• [What you need to do]
Using the data below, return the stretch from the line that contains "Find the location" through the line that contains "Locate an element", both included, exactly as it stands and nothing beyond it.

• [Data shown]
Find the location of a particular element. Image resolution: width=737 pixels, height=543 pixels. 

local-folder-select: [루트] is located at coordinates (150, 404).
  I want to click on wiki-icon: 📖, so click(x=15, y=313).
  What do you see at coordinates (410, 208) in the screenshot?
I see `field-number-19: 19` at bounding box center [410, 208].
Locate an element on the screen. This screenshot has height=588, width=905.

* * *

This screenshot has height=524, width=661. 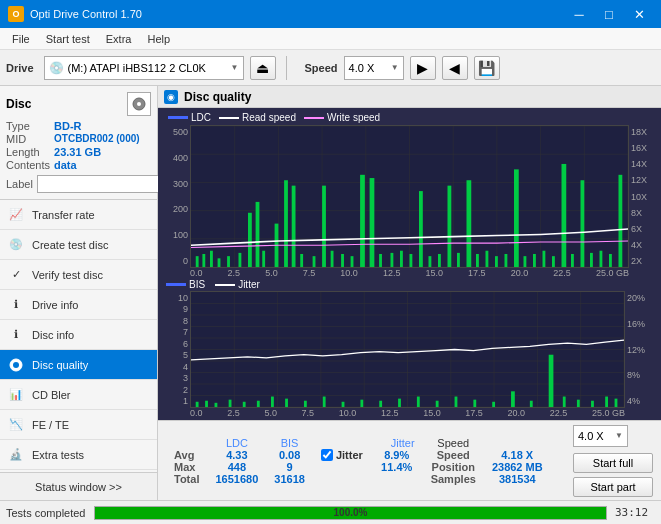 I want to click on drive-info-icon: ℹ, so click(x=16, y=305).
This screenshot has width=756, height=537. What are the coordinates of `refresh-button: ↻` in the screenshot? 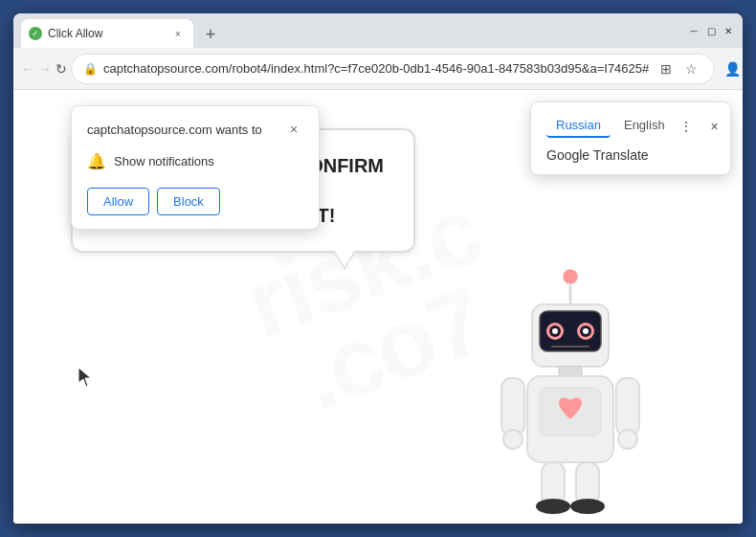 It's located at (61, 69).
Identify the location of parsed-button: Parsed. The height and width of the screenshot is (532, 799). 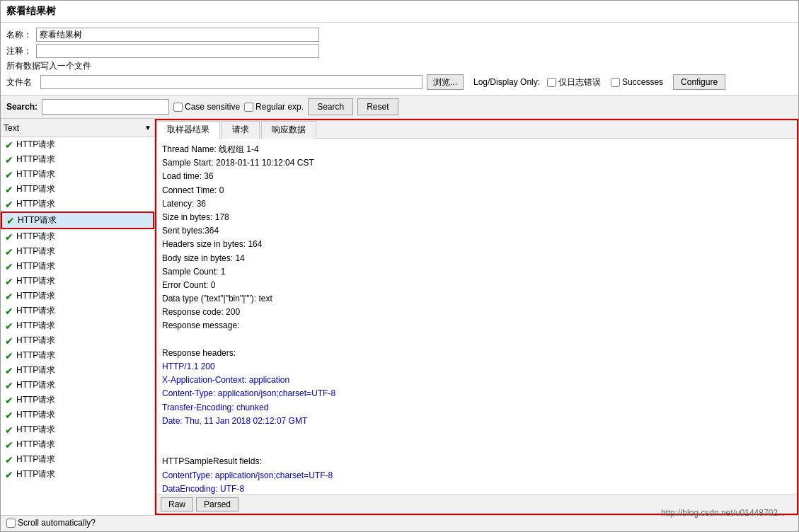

• [Written response]
Find the location of a particular element. Image resolution: width=737 pixels, height=543 pixels. 

local-folder-select: [루트] is located at coordinates (150, 404).
  I want to click on wiki-icon: 📖, so click(x=15, y=313).
  What do you see at coordinates (410, 208) in the screenshot?
I see `field-number-19: 19` at bounding box center [410, 208].
Locate an element on the screen. This screenshot has height=588, width=905.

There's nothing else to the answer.